The monastic life of Mario García Romo in the United States: "I only went to a bar one day"

SPORTS

In 'The waning spoon', the author Sam Kean, reviews the elements of the periodic table through curiosities such as, for example, Mahatma Gandhi's hatred of iodine. In 'The Laws of Human Nature,' Robert Greene tries to figure out why people do what they do with philosophy, history and psychology as tools.. A book, another book, another book, and so on every afternoon. With some reading in his hands, resting, always resting, Mario García Romo, the new star of the Spanish midfielder, bronze in the 1,500 meters of the last European Championship and fourth in the last World Cup, occupies his spare time, after training and before other. It is his new life, a 100% professional life, a monastic life in the town of Boulder, in Colorado, in the center of the United States, with the sole objective of being an Olympic and world champion.

Five years ago, when he left Villar de Gallimazo, a Castilian town of a hundred inhabitants, to study Biotechnology at the University of Mississippi, imagining him in the elite was daring.. Last year, when he graduated and had not yet made his debut with the absolute Spanish team, placing him among the best was daring. But now everything is possible. After having fought with Jakob Ingebrigtsen, his compatriot Mo Katir and the rest of the stars of the world midfielder, no one can deny him his dreams. For this reason, towards the World Cup in Budapest this August, a party is not allowed.

“No one forbids me”

“To tell you the truth, since I got here in October I've only been in a bar for one day.. Some teammates got married [Olympian Joe Klecker and fellow runner Sage Hurta] and the party was at a bar. We train first thing in the morning and I have to arrive rested, that's why I don't go out. Nobody forbids me, I do what I want, but I am very focused on preparing for this summer. This is the life of an athlete, I suppose,” says García Romo, in conversation with EL MUNDO through Zoom, in full discovery.

Until this year I was a university student 'playing' athletics. Not now. Last summer, the summer of his hatching, he had to decide between returning to Spain to train at the High Performance Center in Madrid or staying in the United States with the group that offered him his brand, On Running.. “I wanted to return home, but it was clear that the opportunity here was better.. Right now on my team there are three world-class athletes in the 1,500m and that helps you improve a lot every day”, explains the middle-distance runner who, under Dathan Ritzenheim, shares training sessions in Boulder with Yared Nuguse, the new Yankee record holder. ' of the 1,500 and 3,000 indoor meters, Olli Hoare, gold in the last Commonwealth Games, and others like Morgan McDonald, George Beamish, Klecker….

In fact, with some, like Nuguse, he shares more than just training: they have moved into the same house together and García Romo is showing him Spanish dishes.. The other day was a big day: he made a paella for the whole group.

The battle against Ingebrigtsen

“It's a bit of a lonely life, away from family and friends, but I'm fine living with my mates.. We share the same schedules, the same routines. For weeks we have been deciding to go to Denver one day, which is very close, an hour away and there is a lot of leisure, but the truth is that we did not find the time”, admits the runner who this winter broke the mythical record of Spain indoor of the mile owned by José Manuel Abascal since 1983. Then surprisingly he gave up the European indoor and returned to Boulder to his retirement, to his routine of training and rest, training and rest: “I did not want to overload myself and miss the summer. The goal this season is clearly the World Cup in Budapest.”

To get to that appointment in shape, he plans to play a couple of Diamond League appointments and meet there with the always favorite, the dominator of the world midfielder, the Norwegian Jakob Ingebrigtsen. “In recent years he has revolutionized athletics, everyone is copying him, but he is not invincible. I'm going to Diamond to know how to do it, to learn to measure myself against him”, the Spaniard concluded, with a personal goal: to reach 10 hours of sleep a day. Right now it's barely over nine and it seems to him that it's just right. Glory demands that: mornings and mornings of effort, afternoons and afternoons of rest, in general, a rather boring life.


TASK DIRECTIONS:
Scan the listing for "disputed" and copy out each line that has it.

* * * * *

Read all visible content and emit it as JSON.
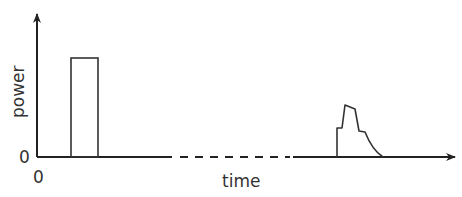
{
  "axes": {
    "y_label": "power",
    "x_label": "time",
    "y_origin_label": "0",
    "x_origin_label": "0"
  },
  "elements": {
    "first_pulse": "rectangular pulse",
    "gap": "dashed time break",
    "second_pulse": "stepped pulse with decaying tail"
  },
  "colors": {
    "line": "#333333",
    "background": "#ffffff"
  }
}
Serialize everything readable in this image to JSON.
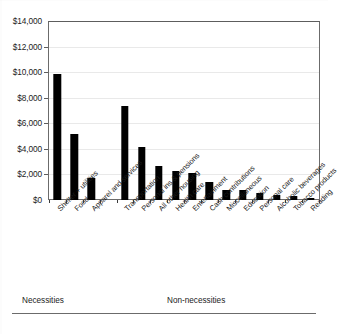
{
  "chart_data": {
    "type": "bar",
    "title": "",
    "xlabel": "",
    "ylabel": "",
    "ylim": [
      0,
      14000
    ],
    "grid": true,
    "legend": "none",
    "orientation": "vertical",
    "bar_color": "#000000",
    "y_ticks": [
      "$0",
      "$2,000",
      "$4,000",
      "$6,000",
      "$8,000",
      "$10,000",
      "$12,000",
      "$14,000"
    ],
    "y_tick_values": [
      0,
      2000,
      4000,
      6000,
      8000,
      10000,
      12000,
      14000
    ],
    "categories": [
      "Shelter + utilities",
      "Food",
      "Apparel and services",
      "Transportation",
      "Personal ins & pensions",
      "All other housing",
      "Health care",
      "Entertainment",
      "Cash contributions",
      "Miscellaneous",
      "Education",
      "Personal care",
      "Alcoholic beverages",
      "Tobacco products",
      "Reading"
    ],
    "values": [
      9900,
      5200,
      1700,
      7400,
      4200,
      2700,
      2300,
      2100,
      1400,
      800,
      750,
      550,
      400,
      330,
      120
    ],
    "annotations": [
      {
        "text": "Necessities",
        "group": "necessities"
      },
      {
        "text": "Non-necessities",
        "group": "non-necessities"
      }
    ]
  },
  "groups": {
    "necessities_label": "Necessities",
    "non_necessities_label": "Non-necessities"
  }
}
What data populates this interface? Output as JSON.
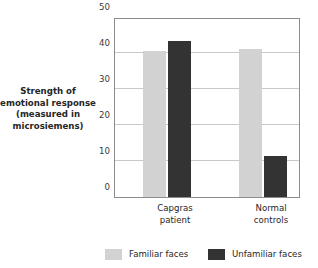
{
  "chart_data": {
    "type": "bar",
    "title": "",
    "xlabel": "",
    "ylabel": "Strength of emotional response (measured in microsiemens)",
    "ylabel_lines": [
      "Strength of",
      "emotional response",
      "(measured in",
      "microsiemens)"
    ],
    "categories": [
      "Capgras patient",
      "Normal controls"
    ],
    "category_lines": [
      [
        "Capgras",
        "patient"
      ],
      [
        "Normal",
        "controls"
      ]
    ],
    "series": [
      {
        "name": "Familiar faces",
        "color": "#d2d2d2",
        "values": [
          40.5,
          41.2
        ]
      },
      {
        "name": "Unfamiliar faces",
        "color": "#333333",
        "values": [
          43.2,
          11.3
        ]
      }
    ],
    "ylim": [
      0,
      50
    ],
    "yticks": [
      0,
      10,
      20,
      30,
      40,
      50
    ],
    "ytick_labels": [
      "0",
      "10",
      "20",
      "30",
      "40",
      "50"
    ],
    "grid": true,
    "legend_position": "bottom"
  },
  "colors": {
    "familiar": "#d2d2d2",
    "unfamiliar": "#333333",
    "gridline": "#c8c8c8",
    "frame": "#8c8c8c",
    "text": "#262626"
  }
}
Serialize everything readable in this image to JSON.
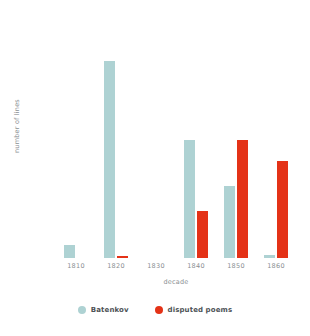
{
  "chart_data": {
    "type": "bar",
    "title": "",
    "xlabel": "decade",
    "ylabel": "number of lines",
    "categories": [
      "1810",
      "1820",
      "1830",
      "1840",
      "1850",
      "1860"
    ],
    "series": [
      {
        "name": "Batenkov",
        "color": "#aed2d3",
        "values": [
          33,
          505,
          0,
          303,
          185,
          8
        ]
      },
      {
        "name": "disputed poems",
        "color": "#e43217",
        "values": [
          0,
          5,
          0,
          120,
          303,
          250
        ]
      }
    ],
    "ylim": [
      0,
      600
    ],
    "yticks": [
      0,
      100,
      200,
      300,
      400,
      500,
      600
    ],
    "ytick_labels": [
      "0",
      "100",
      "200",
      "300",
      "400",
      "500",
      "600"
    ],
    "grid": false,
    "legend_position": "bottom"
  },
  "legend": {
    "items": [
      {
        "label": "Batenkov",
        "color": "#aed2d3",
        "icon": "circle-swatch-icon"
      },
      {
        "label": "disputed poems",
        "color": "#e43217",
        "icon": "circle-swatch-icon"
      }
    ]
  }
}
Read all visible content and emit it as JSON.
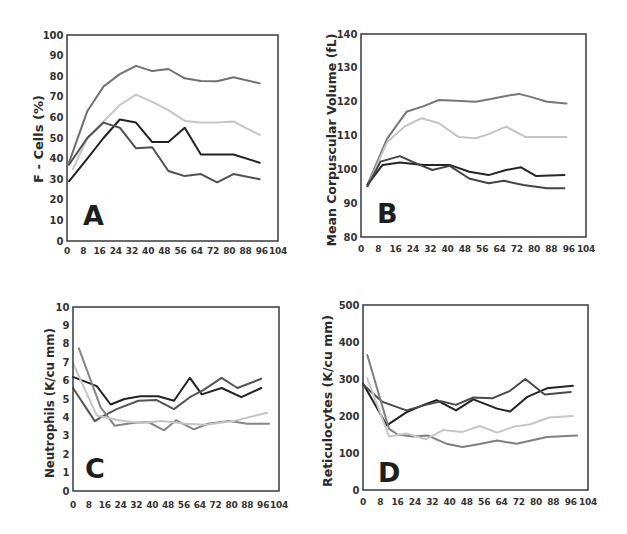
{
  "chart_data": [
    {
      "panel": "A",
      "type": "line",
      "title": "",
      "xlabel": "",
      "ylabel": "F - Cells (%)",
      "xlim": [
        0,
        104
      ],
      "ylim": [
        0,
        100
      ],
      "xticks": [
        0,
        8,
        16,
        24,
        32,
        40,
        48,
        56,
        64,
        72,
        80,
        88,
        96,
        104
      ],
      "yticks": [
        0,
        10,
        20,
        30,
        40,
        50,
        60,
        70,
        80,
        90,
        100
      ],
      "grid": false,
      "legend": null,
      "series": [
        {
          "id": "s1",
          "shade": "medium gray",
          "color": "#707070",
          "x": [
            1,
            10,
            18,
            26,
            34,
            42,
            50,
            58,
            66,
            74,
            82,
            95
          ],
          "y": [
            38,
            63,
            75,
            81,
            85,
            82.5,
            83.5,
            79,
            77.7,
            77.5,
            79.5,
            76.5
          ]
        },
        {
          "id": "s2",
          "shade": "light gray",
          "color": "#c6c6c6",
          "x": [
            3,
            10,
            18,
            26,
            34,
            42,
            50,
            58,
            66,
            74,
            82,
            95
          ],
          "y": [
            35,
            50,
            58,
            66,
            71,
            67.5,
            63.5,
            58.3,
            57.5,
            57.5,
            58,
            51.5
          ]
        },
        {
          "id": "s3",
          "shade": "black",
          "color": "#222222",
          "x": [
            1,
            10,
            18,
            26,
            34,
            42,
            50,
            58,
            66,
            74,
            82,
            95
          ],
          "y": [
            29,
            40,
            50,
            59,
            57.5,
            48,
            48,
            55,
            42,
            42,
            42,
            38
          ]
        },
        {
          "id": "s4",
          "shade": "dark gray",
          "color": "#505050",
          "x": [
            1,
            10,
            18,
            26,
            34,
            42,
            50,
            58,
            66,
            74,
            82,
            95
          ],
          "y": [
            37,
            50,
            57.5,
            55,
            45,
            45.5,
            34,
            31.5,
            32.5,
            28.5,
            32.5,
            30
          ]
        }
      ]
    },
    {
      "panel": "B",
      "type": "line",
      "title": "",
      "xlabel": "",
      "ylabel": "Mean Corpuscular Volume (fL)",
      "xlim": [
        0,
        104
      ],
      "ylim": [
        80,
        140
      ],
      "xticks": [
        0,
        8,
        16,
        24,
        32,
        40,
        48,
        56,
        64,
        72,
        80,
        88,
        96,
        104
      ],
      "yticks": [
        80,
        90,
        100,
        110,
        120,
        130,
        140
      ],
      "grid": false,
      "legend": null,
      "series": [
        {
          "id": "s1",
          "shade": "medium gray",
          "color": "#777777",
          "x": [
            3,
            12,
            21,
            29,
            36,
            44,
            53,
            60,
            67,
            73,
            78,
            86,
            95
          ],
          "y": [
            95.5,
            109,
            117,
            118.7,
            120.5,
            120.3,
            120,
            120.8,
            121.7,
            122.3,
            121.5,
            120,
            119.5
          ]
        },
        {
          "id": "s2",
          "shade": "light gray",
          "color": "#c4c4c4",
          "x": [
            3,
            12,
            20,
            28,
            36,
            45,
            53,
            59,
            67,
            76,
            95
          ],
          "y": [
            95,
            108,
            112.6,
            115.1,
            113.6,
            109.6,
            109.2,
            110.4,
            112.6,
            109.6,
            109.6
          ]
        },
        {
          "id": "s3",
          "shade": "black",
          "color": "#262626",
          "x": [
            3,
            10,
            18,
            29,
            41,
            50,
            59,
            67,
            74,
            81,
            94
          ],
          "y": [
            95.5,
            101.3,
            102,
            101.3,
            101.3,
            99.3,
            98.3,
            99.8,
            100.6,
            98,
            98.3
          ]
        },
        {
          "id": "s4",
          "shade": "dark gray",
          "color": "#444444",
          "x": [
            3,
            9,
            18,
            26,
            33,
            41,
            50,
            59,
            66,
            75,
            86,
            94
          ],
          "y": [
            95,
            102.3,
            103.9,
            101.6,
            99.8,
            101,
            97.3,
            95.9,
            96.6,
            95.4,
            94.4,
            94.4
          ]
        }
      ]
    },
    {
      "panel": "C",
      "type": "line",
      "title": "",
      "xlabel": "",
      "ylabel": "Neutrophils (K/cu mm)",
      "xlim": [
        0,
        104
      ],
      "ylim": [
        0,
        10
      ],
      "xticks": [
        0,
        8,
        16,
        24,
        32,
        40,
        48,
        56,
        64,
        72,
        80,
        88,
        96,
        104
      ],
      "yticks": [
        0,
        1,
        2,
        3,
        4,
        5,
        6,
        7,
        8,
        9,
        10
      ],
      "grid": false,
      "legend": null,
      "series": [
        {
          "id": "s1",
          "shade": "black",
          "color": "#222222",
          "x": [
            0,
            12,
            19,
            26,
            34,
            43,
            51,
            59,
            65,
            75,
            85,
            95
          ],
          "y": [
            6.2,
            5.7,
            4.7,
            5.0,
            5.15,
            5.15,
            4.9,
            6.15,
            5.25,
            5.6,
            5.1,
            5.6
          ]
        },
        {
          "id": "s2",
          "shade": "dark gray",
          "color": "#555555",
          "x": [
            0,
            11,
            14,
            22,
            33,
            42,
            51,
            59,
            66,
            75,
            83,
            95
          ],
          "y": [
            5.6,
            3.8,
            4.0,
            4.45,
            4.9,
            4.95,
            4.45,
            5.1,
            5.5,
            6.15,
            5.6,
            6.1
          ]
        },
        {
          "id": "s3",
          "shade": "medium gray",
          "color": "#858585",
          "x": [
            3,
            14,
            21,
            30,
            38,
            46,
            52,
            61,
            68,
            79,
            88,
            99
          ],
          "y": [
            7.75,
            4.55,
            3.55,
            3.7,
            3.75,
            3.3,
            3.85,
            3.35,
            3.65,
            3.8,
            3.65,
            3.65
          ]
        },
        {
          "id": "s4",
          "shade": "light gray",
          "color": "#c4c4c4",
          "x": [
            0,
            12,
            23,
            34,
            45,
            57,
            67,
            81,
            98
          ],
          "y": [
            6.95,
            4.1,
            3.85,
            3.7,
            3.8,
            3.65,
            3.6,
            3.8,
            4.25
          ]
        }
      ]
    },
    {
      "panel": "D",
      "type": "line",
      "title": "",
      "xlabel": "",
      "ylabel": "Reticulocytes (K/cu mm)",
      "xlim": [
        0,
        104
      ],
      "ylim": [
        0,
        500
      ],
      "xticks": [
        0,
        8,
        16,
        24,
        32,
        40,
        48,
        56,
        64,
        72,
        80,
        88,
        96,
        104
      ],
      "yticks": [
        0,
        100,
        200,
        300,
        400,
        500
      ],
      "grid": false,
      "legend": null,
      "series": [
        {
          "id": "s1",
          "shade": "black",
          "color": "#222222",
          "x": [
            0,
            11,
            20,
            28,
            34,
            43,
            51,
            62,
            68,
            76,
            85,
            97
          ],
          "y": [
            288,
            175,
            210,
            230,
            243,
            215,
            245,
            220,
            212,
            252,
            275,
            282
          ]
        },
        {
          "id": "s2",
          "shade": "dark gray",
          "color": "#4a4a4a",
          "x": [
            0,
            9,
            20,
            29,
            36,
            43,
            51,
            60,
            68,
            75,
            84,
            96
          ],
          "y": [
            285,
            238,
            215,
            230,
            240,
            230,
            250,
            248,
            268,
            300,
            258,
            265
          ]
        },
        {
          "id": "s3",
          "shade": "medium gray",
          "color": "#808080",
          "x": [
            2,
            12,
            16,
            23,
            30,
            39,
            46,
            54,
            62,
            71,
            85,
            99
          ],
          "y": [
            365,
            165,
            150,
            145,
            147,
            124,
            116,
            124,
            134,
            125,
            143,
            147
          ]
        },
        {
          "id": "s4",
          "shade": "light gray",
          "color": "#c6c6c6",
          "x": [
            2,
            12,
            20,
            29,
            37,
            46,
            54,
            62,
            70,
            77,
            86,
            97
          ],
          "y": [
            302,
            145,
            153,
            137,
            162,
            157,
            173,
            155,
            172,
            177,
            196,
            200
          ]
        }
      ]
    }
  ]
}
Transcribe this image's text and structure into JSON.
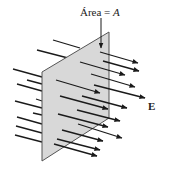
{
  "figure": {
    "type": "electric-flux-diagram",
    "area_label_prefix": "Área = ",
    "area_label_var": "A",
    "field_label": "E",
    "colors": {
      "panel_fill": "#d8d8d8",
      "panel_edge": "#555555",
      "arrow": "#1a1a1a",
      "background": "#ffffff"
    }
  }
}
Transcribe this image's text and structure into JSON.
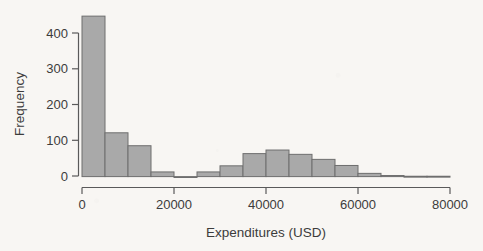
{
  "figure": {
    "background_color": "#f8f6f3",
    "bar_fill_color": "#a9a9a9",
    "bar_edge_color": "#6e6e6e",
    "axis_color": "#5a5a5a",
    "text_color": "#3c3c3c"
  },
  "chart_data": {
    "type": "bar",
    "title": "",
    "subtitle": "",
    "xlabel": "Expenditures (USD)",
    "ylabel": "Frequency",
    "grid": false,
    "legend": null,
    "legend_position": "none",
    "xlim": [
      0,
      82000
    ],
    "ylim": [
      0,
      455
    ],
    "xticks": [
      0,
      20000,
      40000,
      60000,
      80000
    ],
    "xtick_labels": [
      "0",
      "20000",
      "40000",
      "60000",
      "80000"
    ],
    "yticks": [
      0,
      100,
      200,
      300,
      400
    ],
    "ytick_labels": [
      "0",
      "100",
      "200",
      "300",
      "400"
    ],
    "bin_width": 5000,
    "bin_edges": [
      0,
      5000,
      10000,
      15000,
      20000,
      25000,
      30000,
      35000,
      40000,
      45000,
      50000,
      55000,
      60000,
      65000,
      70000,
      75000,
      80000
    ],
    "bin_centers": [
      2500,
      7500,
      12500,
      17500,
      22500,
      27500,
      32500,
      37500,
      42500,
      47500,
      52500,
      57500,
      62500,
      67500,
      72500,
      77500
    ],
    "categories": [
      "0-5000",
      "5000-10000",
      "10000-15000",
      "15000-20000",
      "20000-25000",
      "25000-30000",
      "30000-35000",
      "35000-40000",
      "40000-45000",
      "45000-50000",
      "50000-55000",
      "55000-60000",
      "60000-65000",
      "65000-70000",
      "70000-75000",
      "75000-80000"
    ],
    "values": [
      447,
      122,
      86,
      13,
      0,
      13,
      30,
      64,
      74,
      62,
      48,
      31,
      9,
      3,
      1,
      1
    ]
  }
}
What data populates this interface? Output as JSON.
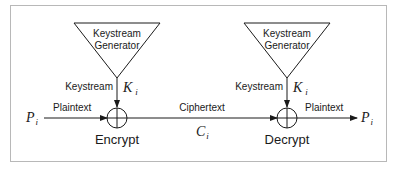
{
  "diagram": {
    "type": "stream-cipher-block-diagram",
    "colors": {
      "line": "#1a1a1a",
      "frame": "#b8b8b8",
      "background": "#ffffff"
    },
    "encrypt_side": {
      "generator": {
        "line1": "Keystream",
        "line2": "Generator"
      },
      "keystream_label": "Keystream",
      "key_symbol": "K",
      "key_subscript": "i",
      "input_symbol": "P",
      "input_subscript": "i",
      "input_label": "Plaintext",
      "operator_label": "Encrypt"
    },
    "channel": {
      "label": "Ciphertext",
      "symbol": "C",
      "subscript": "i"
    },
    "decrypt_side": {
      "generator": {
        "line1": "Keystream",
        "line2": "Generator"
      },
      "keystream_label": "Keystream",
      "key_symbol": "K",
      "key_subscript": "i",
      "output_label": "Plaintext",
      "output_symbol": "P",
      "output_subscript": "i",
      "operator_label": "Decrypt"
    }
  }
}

* * * * *

TASK SOLUTION:
        "name": "disputed poems",
        "label": "disputed poems",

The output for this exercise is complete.